Re: [tcpm] TCP Tuning for HTTP - update

On Thu, Aug 18, 2016 at 02:52:31PM -0700, Joe Touch wrote:
> The PSH bit forces data not to be aggregated by the sending TCP (i.e.,
> to gather multiple send() calls) and forces the receiver to do the same,
> but I don't see anywhere that PSH forces ACK compression to be
> circumvented.

No that's not what I was saying, just that it was often avoiding the
extra 200ms delay before sending the ACK for the odd segment number
which further amplifies the ACK compression issue.

> If you have a pointer that'd be useful (I'm speaking of an
> RFC). I looked for "delayed ACK" (the term used in 4.2.3.2 of RFC 1122)
> and could not find any indication of a relation to PSH there, in fact
> the delayed ACK discussion has no exceptions at all.

On some systems you can force to have delayed ACKs even on PSH, I do it
on linux (disable quick-ack). That's very useful to merge the response
with the ACK for the request.
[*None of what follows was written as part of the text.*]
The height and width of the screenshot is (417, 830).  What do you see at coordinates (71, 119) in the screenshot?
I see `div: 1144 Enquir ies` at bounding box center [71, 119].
But these are tricky must not be abused.

> Additionally, that were true, setting the PSH bit constantly could cause
> TCPs to open their slow-start windows much faster (2x per RTT, rather
> than 1.5x as currently).

I wasn't aware.

> > But I've met some 3G networks
> > where ACK compression was causing excessive retransmits from the
> > sender, resulting in excess retransmits of ACKs in turn, maintaining
> > the ACK link congested. It generally gets worse with many parallel
> > connections than with a single one, and in this regard HTTP/2 has
> > improved things a lot.
> 
> Most TCP variant assume that loss=congestion; that's often the wrong
> interpretation for wireless.
> (exceptions include TCP variants tuned for wireless)
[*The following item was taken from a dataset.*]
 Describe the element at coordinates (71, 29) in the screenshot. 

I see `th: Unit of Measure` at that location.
Yep definitely. And it's even worse with deep buffers at the intersection
of fast and slow networks like the RAN for some mobile operators because
the stacks here tend to be tuned to assume that a loss is a loss and cause
fast retransmit which further fill the RAN's buffers. Sometimes the uplink
is filled with ACKs and I even found it could be efficient to kill one every
two ACKs in such a case. But I think this asymmetry is progressively going
away in favor of more balanced links.